Andrea Arnold, who made the fine Fish Tank, earlier made this gritty crime drama, named after a high-rise apartment building in Glasgow called Red Road. It is around here that the film was shot, in Dogme 95 style, with natural light and hand-held cameras.

Kate Dickie stars as a police employee working a bank of street cameras. Seated at her desk, she looks into about thirty TV screens, on the eye out for crime or citizens in distress. Mostly she notices small things which make her smile, like a man walking a very old dog. In some ways, it combines Rear Window with the more invasive feelings suggested by Orwell in 1984.

One day Dickie spies on a couple having sex up against a wall. She notices the man's face, and identifies him as a criminal whom she thought was in jail. Little by little we will learn that Dickie was married, but her husband and child died. It doesn't take a genius to figure that this man (Tony Curran), had something to do with their deaths.

Dickie begins following him, even going into his apartment during a party. She allows herself to be seduced by him, and we start to wonder what his plan. She has sex with him (a very graphic and very hot scene), and then we see what she's up to, but she realizes, almost as quickly as we do, that this plan won't work, and she needs to let go.
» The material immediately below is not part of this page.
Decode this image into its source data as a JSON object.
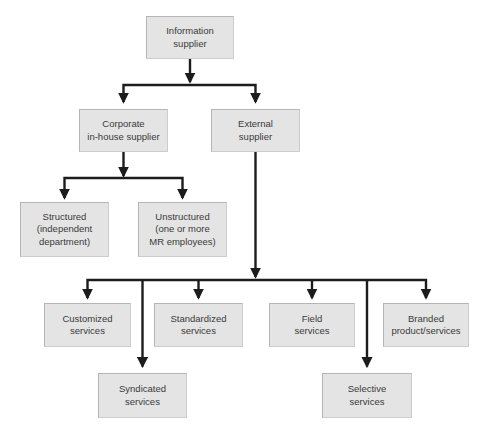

Red Road is a good film, well acted and with lovely suspense. As with the British films of this style, it is also bleak and dingy--the neighborhood surrounding Red Road is one of poverty and despair. But there unintended moments of exhilaration. The apartment building, which at the time of its construction was the tallest residential building in Europe, has spectacular views. While visiting, Dickie is treated to the wind that blows in while the windows are opened, which give the effect of soaring above the ground.